Gordon, your original list of hypothetical frauds was improbable but funny; now, you are just too vague to understand. Which exactly “beyond-public-view strategies” of defrauding our colleagues do you seriously expect to arise? Who exactly would consciously risk his reputation to gain downloads?

How do you persuade a meaningful number of people to “just download, no need to read” your papers without admitting your fraudulent intentions and risking an embarrassing public exposure? What kind of high-minded language would seriously fool anyone? And if you want to keep your name clean: how do you persuade a meaningful number of people to download (not just to see an abstract, but to download) your papers without first persuading them to read those papers?


7. Posted by Michael Guttentag on November 11, 2005 @ 15:03 | Permalink

I like Gordon’s idea. It would seem to me that much is gained by letting SSRN be exclusively a system to share knowledge. To burden the system with the additional purpose of ranking scholars may diminish this primary goal of the system, which it has already started to achieve so wonderfully. I could see it going to a situation where papers are not allowed to be downloaded unless the downloader show her academic bona fide’s, and to me that would put the purposes that SSRN can serve in exactly the wrong order.


8. Posted by Scott Moss on November 11, 2005 @ 15:55 | Permalink

Right, Michael, re thinking it'd be unfortunate to limit SSRN, or SSRN download counts, to academic downloads.

About two dozen of the downloads of my latest paper on SSRN were from practicing employment lawyers.

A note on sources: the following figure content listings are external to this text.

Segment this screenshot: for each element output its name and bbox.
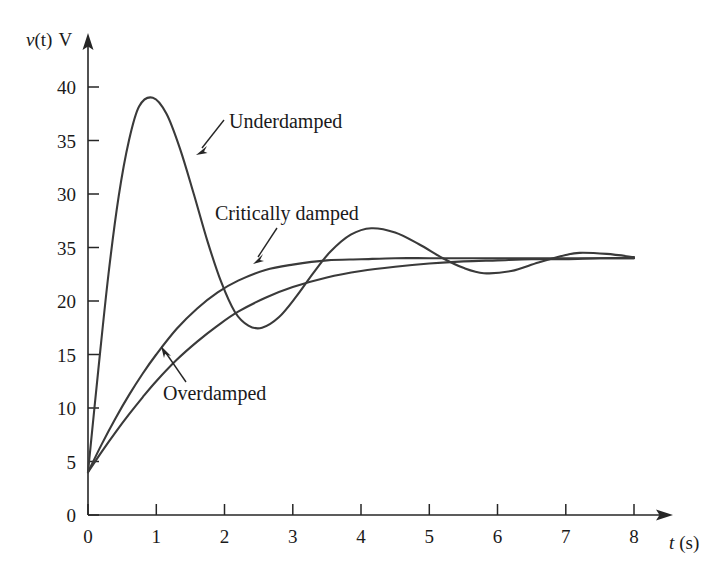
annotation-overdamped: Overdamped xyxy=(161,346,266,405)
annotation-leader-underdamped xyxy=(202,120,224,148)
y-tick-label-35: 35 xyxy=(57,131,76,152)
curve-overdamped xyxy=(88,258,634,472)
curves-group xyxy=(88,97,634,472)
x-axis-title-unit: (s) xyxy=(679,532,699,554)
x-tick-label-8: 8 xyxy=(629,526,639,547)
x-axis-tick-labels: 0 1 2 3 4 5 6 7 8 xyxy=(83,526,639,547)
figure-root: 0 5 10 15 20 35 30 35 40 0 1 2 3 xyxy=(0,0,723,574)
y-axis-title-paren: (t) xyxy=(34,29,52,51)
x-axis-ticks xyxy=(88,504,634,515)
y-tick-label-30: 30 xyxy=(57,184,76,205)
x-tick-label-0: 0 xyxy=(83,526,93,547)
annotation-label-overdamped: Overdamped xyxy=(163,382,266,405)
annotation-leader-critically-damped xyxy=(258,228,277,257)
x-tick-label-4: 4 xyxy=(356,526,366,547)
annotation-label-underdamped: Underdamped xyxy=(229,110,342,133)
x-tick-label-7: 7 xyxy=(561,526,571,547)
x-tick-label-5: 5 xyxy=(425,526,435,547)
y-axis-tick-labels: 0 5 10 15 20 35 30 35 40 xyxy=(57,77,76,526)
x-tick-label-2: 2 xyxy=(220,526,230,547)
y-tick-label-20: 20 xyxy=(57,291,76,312)
damping-response-chart: 0 5 10 15 20 35 30 35 40 0 1 2 3 xyxy=(0,0,723,574)
axes-group xyxy=(83,33,674,521)
y-tick-label-40: 40 xyxy=(57,77,76,98)
annotation-critically-damped: Critically damped xyxy=(215,202,359,264)
x-tick-label-3: 3 xyxy=(288,526,298,547)
y-axis-title: v(t)V xyxy=(26,29,72,51)
y-tick-label-25: 35 xyxy=(57,238,76,259)
y-tick-label-15: 15 xyxy=(57,345,76,366)
x-tick-label-1: 1 xyxy=(152,526,162,547)
annotation-label-critically-damped: Critically damped xyxy=(215,202,359,225)
y-tick-label-5: 5 xyxy=(67,452,77,473)
x-axis-title: t(s) xyxy=(669,532,699,554)
y-axis-title-unit: V xyxy=(58,29,72,50)
x-axis-title-variable: t xyxy=(669,532,675,553)
x-tick-label-6: 6 xyxy=(493,526,503,547)
y-tick-label-0: 0 xyxy=(67,505,77,526)
annotation-arrowhead-overdamped xyxy=(161,346,171,358)
curve-underdamped xyxy=(88,97,634,472)
curve-critically-damped xyxy=(88,258,634,472)
annotation-underdamped: Underdamped xyxy=(196,110,342,155)
y-tick-label-10: 10 xyxy=(57,398,76,419)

I induced those downloads purposely: I posted about my paper to two listservs of practicing employment lawyers.

But I didn't do this to "game" SSRN; I did it because I'm excited about the possibility that some of my theory-headed writing might actually make a difference in how some folks practice law. I think those are worthy uses of SSRN, and they should "count" in any effort to quantify the impact of my article.


9. Posted by Gordon Smith on November 11, 2005 @ 17:28 | Permalink

I will respond to the point about reputation because Larry Ribstein has jumped on that bandwagon. I have strong views on the subject of reputational constraints, but I will keep this short. We like to point to reputation as a constraint when we don't have any structural constraints, but in many instances -- and I assert that this is one -- reliance on reputational constraints is little more than wishful thinking.

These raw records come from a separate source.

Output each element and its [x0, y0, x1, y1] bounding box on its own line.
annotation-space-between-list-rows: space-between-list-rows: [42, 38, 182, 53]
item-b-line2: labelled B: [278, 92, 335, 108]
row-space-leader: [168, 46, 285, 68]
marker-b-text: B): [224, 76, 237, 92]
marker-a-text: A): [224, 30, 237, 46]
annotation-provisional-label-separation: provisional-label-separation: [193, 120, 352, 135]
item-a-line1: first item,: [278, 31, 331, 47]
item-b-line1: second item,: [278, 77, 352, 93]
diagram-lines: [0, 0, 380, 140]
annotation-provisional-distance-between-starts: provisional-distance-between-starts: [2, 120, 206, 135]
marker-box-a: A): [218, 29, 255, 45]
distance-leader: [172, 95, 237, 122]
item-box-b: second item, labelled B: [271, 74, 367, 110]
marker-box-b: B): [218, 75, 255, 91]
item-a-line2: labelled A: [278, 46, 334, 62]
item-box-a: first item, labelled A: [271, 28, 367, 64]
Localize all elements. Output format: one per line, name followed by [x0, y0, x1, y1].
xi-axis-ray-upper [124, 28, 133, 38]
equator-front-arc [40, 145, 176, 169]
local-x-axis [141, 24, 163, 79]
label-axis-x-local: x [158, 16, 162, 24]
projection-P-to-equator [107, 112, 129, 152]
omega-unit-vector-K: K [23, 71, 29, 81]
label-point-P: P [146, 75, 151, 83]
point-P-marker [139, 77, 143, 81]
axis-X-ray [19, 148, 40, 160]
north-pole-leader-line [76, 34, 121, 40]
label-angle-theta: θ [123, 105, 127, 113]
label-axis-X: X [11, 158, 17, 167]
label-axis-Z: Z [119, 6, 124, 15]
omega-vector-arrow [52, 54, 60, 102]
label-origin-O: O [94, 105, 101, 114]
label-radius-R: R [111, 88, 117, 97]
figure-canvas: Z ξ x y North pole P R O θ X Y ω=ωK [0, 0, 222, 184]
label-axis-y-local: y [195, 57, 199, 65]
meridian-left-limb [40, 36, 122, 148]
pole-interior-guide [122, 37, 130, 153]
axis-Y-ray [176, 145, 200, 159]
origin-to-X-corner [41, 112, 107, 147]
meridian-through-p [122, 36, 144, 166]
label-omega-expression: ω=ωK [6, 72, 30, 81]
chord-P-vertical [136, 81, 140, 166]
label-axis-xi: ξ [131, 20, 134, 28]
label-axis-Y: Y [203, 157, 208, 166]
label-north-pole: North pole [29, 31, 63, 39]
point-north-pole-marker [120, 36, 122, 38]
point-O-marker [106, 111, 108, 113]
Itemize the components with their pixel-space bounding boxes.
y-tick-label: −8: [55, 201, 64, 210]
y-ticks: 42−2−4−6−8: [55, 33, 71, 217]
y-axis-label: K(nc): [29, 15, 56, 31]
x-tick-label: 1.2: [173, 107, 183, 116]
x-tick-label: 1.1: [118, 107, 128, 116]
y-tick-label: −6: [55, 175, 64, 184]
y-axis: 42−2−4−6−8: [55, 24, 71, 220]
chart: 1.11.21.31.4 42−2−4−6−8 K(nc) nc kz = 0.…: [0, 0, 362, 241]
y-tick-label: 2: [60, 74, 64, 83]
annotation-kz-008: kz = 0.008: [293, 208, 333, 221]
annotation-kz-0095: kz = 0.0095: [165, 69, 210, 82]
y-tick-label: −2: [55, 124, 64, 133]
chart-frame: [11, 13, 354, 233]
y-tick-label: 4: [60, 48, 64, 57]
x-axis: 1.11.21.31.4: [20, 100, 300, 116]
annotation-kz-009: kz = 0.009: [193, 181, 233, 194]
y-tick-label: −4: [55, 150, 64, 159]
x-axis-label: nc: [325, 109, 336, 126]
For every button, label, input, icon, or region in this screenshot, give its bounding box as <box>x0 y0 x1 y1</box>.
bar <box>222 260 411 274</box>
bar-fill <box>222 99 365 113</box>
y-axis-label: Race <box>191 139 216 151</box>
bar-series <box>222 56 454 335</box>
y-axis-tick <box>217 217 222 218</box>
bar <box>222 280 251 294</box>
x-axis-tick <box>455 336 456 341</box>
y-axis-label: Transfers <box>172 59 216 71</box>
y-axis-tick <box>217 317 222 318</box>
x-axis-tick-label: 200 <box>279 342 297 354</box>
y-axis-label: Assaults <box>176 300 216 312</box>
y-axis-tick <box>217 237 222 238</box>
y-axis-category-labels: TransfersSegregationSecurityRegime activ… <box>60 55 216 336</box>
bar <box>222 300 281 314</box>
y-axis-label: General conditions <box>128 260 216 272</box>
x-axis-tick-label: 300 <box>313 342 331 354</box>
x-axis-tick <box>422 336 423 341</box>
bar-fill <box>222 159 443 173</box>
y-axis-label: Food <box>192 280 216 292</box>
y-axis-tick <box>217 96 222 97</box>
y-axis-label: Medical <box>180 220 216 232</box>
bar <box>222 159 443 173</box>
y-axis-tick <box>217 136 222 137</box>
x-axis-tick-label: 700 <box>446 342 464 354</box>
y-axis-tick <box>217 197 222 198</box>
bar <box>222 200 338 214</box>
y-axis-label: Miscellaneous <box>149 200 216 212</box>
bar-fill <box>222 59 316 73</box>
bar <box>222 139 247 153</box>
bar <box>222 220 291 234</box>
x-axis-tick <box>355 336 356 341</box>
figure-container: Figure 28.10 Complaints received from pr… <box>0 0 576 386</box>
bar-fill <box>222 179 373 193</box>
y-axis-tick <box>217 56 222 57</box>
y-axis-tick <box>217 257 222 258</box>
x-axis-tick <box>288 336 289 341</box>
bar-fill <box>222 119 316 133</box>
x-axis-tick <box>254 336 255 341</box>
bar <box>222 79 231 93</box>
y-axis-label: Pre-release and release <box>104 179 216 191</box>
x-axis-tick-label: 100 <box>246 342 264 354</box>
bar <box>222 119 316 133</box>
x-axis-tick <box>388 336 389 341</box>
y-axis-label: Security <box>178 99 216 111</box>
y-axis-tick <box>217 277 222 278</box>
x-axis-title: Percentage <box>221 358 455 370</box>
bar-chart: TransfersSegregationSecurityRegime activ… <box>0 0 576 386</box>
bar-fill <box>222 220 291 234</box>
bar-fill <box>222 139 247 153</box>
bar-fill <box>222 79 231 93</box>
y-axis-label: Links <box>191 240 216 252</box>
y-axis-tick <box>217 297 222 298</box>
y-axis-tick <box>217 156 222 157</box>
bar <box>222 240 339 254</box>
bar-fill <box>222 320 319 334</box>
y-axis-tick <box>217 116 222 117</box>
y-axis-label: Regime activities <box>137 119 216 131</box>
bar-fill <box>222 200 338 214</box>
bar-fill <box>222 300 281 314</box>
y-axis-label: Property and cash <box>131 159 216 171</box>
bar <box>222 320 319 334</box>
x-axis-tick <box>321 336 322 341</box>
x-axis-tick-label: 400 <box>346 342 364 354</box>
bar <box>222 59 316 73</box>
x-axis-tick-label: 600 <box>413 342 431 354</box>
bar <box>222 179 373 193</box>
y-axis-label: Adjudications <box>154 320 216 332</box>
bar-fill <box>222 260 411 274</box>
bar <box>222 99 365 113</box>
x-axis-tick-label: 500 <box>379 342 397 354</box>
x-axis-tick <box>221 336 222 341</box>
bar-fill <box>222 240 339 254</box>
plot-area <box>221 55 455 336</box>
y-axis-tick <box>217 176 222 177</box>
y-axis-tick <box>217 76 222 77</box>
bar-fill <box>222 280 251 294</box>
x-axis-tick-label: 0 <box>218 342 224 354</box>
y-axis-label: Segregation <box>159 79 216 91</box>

Two problems here. First, the chances of detection are really low. It is worth remembering that only a few hundred downloads can make a big difference in rankings. Post a paper, get the downloads over a period of a couple of months, and no one is the wiser. Easy.

That's about the "bad guys," but what about the rest of us? The second point is that reputational constraints are weakest where norms are unclear, and Vic's post illustrates the lack of clarity in the norms about download promotion. If you don't believe that counting SSRN downloads will change norms, I encourage to think about how the US News rankings have changed norms. People will push the edge of the envelope on downloads, and what is acceptable self-promotion will change.

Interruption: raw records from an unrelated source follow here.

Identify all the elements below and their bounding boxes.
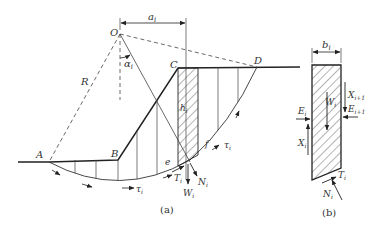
shear-stress-label-bottom: τi <box>136 184 143 195</box>
part-a-slope: O A B C D e f R ai αi hi τi τi Ti Ni Wi … <box>18 11 300 215</box>
ground-profile <box>18 67 300 162</box>
point-B-label: B <box>110 148 118 159</box>
shear-stress-arrow <box>52 170 60 175</box>
slope-stability-diagram: O A B C D e f R ai αi hi τi τi Ti Ni Wi … <box>0 0 376 235</box>
right-shear-label: Xi+1 <box>347 90 365 101</box>
hatched-slice-i <box>178 68 198 166</box>
angle-alpha-label: αi <box>124 58 133 71</box>
normal-force-arrow-a <box>190 163 197 176</box>
free-body-slice <box>312 65 341 180</box>
width-label: bi <box>322 39 331 52</box>
part-a-caption: (a) <box>160 204 174 215</box>
base-normal-label: Ni <box>322 189 333 200</box>
base-normal-arrow <box>332 180 342 200</box>
left-normal-label: Ei <box>297 106 307 117</box>
shear-stress-arrow <box>82 184 92 187</box>
shear-force-arrow-a <box>172 166 184 172</box>
shear-stress-arrow <box>163 175 172 178</box>
normal-force-label-a: Ni <box>197 177 208 188</box>
point-C-label: C <box>170 59 178 70</box>
part-b-caption: (b) <box>322 207 336 218</box>
right-normal-label: Ei+1 <box>347 104 365 115</box>
slice-lines <box>75 67 238 200</box>
radius-line-OD <box>120 34 257 67</box>
point-O-label: O <box>110 27 118 38</box>
left-shear-label: Xi <box>297 138 306 149</box>
part-b-free-body: bi Wi Ei Xi Xi+1 Ei+1 Ti Ni (b) <box>296 39 365 218</box>
shear-stress-arrow <box>236 111 239 118</box>
base-shear-label: Ti <box>338 170 346 181</box>
base-shear-arrow <box>322 177 336 183</box>
point-e-label: e <box>165 157 170 167</box>
point-D-label: D <box>253 55 262 66</box>
shear-force-label-a: Ti <box>174 173 182 184</box>
shear-stress-arrow <box>212 145 219 150</box>
shear-stress-label-right: τi <box>224 140 231 151</box>
radius-line-OA <box>49 34 120 162</box>
radius-label: R <box>80 76 89 87</box>
point-A-label: A <box>35 149 43 160</box>
weight-label-a: Wi <box>183 188 194 199</box>
moment-arm-label: ai <box>148 11 156 24</box>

With so much riding on perceptions of law school quality, any system that purports to measure quality will be subject to attempts at gaming. I think SSRN has been relatively free from such attempts so far because it has not achieved widespread recognition as a quality measure, but if it becomes that and the only defense against gaming is a reputational constraint, well, let the games begin!


10. Posted by Bill Sjostrom on November 11, 2005 @ 19:39 | Permalink

One thing that differentiates gaming SSRN from some of the other types of gaming described above is that with SSRN it is possible for third parties to get in the game, there is an incentive for them to do so without any prodding from profs or schools, and reputational constraints on them are not nearly as strong. Here’s what I mean: it is in the best interests of students and alums to improve the stature of their school. They, therefore, may come to the conclusion on their own that downloading all the papers of all the profs at their school is a cheap, quick and easy way to help improve stature, especially if the importance of SSRN downloads continues to grow and becomes widely known.